I fully understand that God's grace has always been at work in the world and that 'eternal life' salvation is based on the gift and not the work.
Again, here is the question which I asked you:
Here Paul used David, who lived under the law, as an example to illustrate the principle that salvation has always been apart from works.
And here is your answer:
Since you agree that salvation has always been APART FROM WORKS then why did you quote the words you did from the second chapter of the epistle of James?
My point is that you neglect the apparent contradiction between these writings.
No, I neglected nothing. It is you who neglected what James said about how a person is saved:
"Of his own will begat he us with the word of truth, that we should be a kind of first fruits of his creatures" (James 1:18).
I have already quoted what the Lord Jesus said before the Cross to the Jews who lived under the law and it is evident that "works" played no part in receiving eternal life:
"Very truly I tell you, whoever hears my word and believes him who sent me has eternal life and will not be judged but has crossed over from death to life" (Jn.5:24).
I did address the second chapter of James when I said the following:
The verses you quoted are in regard to what one man may know about another man's faith:
"Yea, a man may say, Thou hast faith, and I have works: shew me thy faith without thy works, and I will shew thee my faith by my works" (James 2:18).
Sir Robert Anderson, the father of systemized Mid Acts dispensationalism, has the following to say about the meaning of the second chapter of James:
"Paul's Epistle (Romans) unfolds the mind and purposes of God, revealing His righteousness and wrath. The Epistle of James addresses men upon their own ground. The one deals with justification as between the sinner and God, the other as between man and man. In the one, therefore, the word is, 'To him that worketh not, but believeth'. In the other it is, 'What is the profit if a man say he hath faith, and have not works?' Not 'If a man have faith', but 'If a man say he hath faith' proving that, in the case supposed, the individual is not dealing with God, but arguing the matter with his brethren. God, who searches the heart, does not need to judge by works, which are but the outward manifestation of faith within; but man can judge only by appearances...He (Abraham) was justified by faith when judged by God, for God knows the heart. He was justified by works when judged by his fellow men, for man can only read the life" [emphasis added] (Anderson, The Gospel and Its Ministry, [Kregel Publications, 1978], pp.160-161).
With that in mind we can understand the following verse is saying that Abraham was justified before the Lord by his "faith" and he was justified before man by his "works":
"Ye see then how that by works a man is justified, and not by faith only" (Jamess.2:24).
I do not expect you to understand any of this. You sre so confused that you say that you agree with me that "salvation has always been
apart from works" and then you turn around and quote verses which you think teaches that Abraham could not be saved unless he did works.
So now tell me what you do actually believe. Do you believe or do you not believe that salvation has always been apart from works?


What is the number of lines below that contain the string "false"? Give it and nothing else.

[Material for this exercise Boundary: Start]

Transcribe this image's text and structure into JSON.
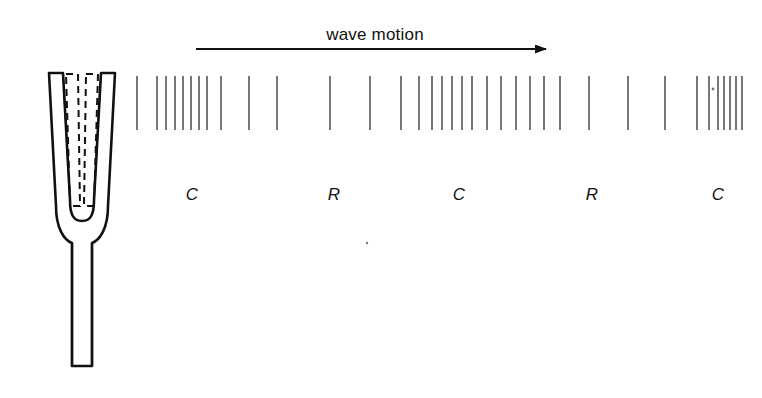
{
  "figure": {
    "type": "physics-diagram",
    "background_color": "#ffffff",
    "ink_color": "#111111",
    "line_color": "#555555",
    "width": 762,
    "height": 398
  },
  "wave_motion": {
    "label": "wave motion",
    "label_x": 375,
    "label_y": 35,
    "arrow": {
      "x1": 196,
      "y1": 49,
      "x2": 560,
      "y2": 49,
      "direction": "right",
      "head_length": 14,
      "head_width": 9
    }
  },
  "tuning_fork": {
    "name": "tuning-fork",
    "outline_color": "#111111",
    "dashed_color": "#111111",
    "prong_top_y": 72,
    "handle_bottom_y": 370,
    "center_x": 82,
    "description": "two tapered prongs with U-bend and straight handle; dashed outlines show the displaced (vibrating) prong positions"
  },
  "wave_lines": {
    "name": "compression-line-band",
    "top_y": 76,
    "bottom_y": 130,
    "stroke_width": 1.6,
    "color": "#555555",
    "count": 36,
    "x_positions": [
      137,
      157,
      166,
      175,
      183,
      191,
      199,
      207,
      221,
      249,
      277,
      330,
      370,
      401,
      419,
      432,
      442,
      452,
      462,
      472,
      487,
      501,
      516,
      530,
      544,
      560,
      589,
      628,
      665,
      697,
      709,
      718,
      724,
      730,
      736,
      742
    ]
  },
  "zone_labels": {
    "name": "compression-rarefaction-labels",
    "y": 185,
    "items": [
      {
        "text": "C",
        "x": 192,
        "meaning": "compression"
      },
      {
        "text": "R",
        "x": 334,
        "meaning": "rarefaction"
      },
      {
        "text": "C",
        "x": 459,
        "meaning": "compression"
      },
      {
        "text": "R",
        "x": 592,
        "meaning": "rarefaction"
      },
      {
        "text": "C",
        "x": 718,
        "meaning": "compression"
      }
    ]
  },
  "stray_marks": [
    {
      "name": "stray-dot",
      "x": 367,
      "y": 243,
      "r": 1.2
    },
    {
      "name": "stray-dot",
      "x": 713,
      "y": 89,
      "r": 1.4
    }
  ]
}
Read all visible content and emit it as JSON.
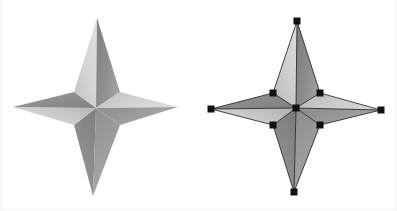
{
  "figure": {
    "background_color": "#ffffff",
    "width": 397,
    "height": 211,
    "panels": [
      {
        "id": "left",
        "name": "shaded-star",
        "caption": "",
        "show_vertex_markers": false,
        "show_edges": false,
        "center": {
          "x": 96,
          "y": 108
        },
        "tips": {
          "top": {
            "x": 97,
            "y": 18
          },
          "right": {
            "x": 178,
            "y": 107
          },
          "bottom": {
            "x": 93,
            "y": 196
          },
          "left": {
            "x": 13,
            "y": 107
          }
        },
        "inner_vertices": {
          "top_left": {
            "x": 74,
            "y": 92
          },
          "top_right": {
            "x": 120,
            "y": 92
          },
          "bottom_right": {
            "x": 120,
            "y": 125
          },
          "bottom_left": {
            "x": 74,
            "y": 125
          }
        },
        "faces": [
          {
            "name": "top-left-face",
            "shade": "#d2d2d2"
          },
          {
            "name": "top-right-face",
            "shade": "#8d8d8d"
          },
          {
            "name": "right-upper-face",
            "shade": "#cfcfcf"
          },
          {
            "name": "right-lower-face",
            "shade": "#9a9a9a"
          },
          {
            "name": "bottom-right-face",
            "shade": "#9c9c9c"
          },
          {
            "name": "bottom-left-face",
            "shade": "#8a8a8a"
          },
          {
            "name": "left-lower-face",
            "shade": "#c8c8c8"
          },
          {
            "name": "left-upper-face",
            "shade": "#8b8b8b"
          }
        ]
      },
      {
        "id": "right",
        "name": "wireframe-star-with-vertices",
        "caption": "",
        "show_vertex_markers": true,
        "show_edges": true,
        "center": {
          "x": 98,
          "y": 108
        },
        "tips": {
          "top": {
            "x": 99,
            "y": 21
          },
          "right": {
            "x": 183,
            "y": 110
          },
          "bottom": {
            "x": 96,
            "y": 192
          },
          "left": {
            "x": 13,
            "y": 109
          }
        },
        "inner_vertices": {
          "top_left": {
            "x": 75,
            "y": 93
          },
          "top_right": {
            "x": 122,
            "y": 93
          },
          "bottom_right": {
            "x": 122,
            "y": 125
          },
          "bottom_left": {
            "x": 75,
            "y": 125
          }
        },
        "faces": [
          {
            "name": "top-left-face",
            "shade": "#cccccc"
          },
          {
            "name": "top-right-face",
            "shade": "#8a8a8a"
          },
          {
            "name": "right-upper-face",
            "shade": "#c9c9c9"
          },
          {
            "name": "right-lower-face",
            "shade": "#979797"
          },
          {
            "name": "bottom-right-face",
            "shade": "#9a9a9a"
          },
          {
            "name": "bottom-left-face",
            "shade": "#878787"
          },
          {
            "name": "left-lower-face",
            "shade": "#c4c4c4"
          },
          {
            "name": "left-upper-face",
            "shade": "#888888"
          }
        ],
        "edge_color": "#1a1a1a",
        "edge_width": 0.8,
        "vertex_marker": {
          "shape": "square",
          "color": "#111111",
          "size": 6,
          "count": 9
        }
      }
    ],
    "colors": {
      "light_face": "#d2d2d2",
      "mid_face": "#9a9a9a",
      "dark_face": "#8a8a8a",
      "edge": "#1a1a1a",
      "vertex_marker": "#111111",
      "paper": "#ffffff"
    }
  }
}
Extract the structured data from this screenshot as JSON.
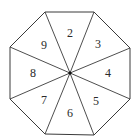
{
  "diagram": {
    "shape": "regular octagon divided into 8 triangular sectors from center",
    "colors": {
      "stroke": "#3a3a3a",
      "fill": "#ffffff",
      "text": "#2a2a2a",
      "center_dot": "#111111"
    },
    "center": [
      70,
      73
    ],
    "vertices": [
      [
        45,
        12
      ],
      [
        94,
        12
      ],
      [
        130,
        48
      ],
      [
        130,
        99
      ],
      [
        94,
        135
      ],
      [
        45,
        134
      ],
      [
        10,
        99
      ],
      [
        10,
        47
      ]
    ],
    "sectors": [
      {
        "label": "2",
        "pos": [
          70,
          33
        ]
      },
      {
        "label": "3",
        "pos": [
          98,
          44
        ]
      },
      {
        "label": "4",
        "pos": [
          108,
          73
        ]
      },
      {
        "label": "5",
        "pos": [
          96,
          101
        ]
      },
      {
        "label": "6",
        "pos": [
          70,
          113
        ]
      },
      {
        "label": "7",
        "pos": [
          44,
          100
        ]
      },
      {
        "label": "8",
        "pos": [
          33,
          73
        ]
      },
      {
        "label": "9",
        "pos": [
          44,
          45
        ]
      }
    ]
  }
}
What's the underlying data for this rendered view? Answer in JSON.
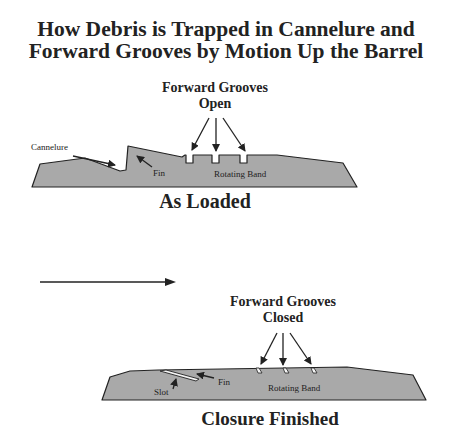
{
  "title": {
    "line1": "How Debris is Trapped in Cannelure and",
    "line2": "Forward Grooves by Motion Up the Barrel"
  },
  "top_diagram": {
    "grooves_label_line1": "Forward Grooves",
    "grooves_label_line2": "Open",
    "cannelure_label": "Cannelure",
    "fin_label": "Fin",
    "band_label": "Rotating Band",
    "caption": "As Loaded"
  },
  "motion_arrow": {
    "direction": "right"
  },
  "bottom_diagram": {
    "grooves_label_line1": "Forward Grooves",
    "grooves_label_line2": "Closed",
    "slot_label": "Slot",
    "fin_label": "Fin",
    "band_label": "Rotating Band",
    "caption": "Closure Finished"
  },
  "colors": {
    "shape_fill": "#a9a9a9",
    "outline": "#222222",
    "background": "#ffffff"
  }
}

[Material for this exercise Boundary: End]
[Material for this exercise Boundary: Start]

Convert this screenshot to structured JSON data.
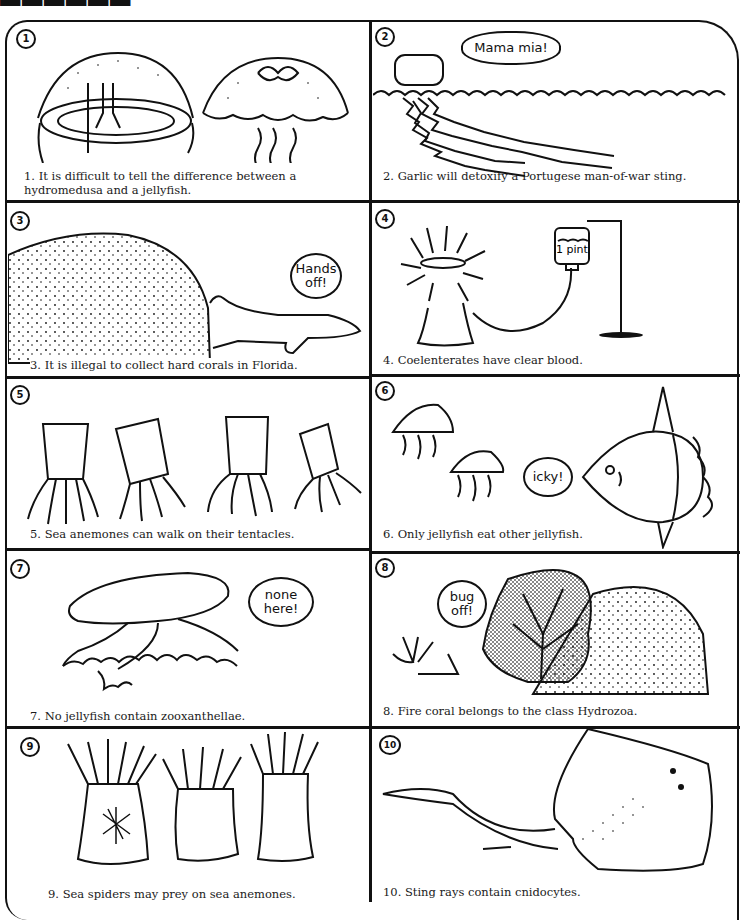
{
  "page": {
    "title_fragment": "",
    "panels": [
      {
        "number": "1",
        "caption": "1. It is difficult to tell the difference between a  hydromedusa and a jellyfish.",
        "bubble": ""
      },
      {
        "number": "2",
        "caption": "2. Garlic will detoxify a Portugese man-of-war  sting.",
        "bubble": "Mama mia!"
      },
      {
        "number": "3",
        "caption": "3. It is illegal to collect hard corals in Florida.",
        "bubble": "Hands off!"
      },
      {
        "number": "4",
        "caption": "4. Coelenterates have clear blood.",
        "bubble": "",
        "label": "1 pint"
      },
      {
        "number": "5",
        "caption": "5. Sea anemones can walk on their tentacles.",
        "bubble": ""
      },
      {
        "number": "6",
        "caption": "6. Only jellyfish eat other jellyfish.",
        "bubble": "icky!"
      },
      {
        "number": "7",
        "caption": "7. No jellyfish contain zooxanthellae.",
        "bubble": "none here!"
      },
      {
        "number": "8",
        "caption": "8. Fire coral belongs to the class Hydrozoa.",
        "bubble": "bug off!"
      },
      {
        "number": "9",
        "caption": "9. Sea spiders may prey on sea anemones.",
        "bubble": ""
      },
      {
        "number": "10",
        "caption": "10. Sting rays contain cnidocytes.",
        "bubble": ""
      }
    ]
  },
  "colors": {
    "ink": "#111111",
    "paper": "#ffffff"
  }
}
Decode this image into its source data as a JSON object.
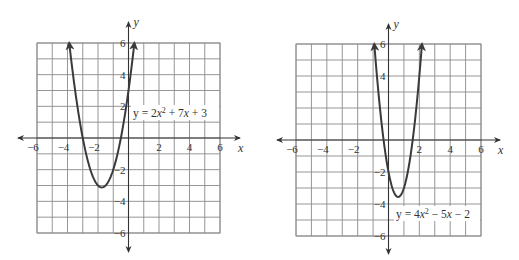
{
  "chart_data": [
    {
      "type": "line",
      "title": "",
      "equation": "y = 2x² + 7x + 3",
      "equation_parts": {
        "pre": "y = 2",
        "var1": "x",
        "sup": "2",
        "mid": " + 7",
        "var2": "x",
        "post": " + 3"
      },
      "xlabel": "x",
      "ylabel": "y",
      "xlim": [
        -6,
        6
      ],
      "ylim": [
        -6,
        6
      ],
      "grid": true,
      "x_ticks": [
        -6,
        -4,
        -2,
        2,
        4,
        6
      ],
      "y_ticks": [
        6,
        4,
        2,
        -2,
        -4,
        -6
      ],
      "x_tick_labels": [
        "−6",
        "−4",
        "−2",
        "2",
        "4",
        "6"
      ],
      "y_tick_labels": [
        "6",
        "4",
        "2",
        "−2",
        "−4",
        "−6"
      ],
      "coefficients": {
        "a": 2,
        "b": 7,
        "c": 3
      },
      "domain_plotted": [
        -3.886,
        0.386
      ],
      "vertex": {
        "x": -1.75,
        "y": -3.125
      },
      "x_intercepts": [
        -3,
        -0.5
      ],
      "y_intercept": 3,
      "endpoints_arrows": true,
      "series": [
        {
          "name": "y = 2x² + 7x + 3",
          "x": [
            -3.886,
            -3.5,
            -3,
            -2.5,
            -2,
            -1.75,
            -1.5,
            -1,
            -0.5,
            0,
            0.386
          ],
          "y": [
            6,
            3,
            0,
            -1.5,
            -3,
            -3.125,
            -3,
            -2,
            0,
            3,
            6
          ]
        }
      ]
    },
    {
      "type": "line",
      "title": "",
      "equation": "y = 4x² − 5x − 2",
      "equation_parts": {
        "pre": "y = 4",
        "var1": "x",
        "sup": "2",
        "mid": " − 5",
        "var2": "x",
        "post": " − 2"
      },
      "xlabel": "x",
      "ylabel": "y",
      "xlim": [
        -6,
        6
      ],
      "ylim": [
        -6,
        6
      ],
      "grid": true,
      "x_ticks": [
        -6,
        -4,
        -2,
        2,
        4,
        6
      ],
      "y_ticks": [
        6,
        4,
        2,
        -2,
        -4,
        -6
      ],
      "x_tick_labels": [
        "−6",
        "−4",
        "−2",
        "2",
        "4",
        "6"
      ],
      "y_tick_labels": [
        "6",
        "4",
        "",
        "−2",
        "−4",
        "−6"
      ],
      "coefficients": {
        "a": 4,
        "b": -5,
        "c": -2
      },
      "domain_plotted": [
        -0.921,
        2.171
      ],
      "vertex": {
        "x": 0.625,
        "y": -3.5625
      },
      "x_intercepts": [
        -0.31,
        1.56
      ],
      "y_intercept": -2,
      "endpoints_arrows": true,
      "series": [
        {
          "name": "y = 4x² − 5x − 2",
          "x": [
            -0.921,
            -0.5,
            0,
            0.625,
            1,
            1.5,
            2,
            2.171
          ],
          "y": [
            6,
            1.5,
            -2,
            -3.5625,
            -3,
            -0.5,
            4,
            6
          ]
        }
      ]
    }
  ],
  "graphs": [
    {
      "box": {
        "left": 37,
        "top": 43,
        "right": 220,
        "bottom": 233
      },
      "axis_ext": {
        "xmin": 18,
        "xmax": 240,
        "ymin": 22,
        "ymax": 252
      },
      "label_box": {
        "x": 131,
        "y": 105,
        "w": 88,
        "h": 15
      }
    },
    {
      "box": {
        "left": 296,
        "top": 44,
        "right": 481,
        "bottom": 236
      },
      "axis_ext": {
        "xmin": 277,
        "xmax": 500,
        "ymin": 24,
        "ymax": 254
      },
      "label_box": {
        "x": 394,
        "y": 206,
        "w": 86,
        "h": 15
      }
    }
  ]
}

[Material for this exercise Boundary: End]
[Material for this exercise Boundary: Start]

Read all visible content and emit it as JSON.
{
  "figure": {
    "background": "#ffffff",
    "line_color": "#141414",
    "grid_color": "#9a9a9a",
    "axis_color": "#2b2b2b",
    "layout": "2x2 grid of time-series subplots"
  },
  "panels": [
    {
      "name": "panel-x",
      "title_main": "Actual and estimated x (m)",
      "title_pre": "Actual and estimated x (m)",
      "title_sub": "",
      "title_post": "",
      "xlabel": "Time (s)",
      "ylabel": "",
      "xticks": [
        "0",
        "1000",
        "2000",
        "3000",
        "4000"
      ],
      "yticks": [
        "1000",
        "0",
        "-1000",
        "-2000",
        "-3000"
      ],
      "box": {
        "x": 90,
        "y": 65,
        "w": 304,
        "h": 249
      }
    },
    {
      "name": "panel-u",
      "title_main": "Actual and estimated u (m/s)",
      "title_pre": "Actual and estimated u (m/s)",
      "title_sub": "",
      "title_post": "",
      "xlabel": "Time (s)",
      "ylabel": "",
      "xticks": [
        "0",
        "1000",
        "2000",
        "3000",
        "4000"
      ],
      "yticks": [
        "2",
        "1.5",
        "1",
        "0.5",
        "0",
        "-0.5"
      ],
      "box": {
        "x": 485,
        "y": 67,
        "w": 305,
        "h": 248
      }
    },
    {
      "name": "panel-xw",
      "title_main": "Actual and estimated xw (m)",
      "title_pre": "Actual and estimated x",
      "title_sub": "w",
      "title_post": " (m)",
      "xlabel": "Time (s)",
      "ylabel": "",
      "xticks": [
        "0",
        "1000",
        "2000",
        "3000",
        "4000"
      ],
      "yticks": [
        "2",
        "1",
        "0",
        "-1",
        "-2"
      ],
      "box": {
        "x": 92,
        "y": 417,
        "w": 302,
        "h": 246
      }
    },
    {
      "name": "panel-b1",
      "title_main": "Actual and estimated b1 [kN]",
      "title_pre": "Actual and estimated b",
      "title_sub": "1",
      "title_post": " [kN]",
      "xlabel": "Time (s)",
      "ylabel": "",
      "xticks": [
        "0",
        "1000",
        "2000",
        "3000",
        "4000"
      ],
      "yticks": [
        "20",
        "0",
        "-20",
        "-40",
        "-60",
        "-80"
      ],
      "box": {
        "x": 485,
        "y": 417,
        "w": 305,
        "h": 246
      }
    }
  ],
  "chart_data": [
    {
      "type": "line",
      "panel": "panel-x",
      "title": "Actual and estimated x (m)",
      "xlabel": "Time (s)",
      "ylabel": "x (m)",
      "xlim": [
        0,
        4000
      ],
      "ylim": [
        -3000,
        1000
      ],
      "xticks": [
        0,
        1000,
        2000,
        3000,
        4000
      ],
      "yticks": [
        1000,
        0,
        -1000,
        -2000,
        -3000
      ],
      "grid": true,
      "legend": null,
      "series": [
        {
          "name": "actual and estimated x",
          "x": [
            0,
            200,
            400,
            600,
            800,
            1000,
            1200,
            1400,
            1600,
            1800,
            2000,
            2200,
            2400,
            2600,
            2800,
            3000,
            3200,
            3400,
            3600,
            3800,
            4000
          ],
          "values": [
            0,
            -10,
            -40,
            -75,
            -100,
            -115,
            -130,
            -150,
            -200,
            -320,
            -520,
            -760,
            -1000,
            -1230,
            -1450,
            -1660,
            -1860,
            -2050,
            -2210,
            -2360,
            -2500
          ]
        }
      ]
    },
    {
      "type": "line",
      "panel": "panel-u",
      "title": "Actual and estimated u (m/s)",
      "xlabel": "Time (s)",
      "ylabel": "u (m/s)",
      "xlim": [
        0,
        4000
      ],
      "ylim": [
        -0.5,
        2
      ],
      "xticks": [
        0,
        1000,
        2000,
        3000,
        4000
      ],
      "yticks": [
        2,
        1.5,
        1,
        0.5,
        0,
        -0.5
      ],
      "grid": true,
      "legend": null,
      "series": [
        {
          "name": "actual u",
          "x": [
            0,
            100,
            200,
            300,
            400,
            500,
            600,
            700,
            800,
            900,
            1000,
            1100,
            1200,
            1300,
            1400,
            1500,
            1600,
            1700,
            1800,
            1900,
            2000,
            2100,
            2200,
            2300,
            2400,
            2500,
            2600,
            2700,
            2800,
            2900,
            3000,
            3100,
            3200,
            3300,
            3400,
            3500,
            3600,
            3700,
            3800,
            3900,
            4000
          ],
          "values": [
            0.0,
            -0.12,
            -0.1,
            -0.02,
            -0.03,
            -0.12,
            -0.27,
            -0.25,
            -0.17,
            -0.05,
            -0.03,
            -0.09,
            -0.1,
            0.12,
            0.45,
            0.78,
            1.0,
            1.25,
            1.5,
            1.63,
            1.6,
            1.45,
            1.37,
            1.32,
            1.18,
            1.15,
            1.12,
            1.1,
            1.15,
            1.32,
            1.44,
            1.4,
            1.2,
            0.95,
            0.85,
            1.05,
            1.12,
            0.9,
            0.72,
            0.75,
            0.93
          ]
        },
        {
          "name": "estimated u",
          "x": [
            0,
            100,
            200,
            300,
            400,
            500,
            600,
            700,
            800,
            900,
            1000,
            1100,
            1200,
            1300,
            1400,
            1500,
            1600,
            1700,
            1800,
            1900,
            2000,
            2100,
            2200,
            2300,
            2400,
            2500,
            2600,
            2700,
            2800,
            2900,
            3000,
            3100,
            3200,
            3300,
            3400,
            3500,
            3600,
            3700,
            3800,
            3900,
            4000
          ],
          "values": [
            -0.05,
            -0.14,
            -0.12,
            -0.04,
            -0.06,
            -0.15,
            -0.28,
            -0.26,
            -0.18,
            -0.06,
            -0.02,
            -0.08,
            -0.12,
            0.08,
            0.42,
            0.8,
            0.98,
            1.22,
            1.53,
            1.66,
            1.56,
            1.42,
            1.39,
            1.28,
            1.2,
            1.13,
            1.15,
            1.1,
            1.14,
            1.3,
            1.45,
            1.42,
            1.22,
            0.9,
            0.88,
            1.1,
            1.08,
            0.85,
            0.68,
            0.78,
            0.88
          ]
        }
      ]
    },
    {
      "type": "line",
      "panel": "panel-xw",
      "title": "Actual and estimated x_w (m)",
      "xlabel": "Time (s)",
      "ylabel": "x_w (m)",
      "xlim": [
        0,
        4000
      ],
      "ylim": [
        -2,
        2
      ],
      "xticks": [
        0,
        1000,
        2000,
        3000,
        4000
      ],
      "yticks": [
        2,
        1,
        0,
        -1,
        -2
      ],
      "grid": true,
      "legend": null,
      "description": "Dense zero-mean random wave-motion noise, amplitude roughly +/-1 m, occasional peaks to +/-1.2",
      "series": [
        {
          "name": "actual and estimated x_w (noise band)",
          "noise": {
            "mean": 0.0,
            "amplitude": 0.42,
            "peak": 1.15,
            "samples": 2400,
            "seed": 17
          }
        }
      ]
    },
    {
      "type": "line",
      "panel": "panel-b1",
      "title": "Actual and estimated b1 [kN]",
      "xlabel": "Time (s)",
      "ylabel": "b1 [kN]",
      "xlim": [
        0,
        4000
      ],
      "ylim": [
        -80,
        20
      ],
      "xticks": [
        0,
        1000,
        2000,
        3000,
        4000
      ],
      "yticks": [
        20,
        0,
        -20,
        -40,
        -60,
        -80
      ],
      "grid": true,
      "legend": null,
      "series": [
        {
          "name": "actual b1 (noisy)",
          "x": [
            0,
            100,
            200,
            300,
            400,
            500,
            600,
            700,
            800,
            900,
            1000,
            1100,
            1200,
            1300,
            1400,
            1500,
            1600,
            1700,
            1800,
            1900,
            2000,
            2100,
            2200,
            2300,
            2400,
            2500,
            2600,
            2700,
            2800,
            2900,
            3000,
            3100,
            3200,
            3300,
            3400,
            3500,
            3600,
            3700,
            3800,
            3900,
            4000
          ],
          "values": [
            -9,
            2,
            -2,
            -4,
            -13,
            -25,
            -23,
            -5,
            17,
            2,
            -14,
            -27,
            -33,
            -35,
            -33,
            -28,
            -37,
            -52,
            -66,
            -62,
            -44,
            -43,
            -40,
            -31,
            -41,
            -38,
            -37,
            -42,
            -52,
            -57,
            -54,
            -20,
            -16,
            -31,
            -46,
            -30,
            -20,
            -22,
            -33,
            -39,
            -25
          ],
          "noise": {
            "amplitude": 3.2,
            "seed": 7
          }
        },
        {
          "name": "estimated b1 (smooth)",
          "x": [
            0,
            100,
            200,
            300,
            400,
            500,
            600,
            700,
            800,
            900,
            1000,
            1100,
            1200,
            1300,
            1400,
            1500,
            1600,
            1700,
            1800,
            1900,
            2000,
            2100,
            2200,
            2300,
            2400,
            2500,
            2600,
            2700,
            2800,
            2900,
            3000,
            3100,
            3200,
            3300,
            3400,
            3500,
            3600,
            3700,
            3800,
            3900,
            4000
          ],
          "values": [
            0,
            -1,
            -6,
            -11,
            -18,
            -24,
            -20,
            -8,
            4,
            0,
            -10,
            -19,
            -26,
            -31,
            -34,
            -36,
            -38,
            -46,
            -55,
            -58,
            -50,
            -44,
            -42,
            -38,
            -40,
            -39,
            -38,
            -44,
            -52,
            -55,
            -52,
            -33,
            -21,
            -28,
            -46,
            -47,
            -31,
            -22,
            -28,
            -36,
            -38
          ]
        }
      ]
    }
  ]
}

[Material for this exercise Boundary: End]

Written response: 2